MySQL checks (executed only if MYSQL_PASSWORD is set):

Connection test ( SELECT 1).

Current vs. max connections and usage percentage; warns if usage ≥ 80 %.

InnoDB buffer‑pool hit rate calculated from Innodb_buffer_pool_reads and Innodb_buffer_pool_read_requests.

Slow query count ( Slow_queries).

Uptime in days.

If the server is a replica, reports Slave_IO_Running, Slave_SQL_Running, and Seconds_Behind_Master.

Redis checks (executed only if REDIS_PASSWORD is set):

Ping test.

Memory usage ( used_memory_human) vs. maxmemory_human.

Connected clients.

Key‑space hit rate ( keyspace_hits / (keyspace_hits+keyspace_misses)).

Number of evicted keys; warns if > 0.

Slowlog length.

Persistence status (RDB and AOF last‑save results).

Role (master/slave) and, for slaves, replication link status.

All results are written to /var/log/db_inspect.log and a human‑readable report file /tmp/db_inspect_report_YYYYMMDD.txt.

Cron configuration (run daily at 8 am):

0 8 * * * MYSQL_PASSWORD='xxx' REDIS_PASSWORD='yyy' /opt/scripts/db_inspect.sh

Risk reminders :

Passwords are passed via environment variables; never hard‑code them.

The script performs read‑only queries only; it does not modify data.

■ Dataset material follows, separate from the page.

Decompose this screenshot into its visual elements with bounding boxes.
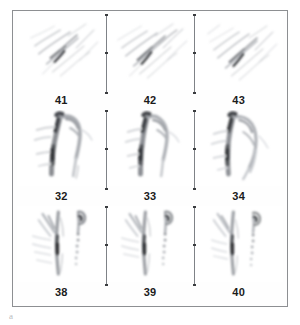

If Redis has no password, omit REDIS_PASSWORD.

Common Risk Mitigations

Never hard‑code credentials; use environment variables or encrypted files with permissions 600.

All scripts write to dedicated log files under /var/log/; rotate those logs with logrotate to prevent log growth.

Use file locks (e.g., exec 200>/var/run/script.lock; flock -n 200 || exit 0) for scripts that may be triggered concurrently.

Wrap network‑dependent commands with timeout to avoid hanging cron jobs.

Run scripts with the least privileged user required; only use root when absolutely necessary.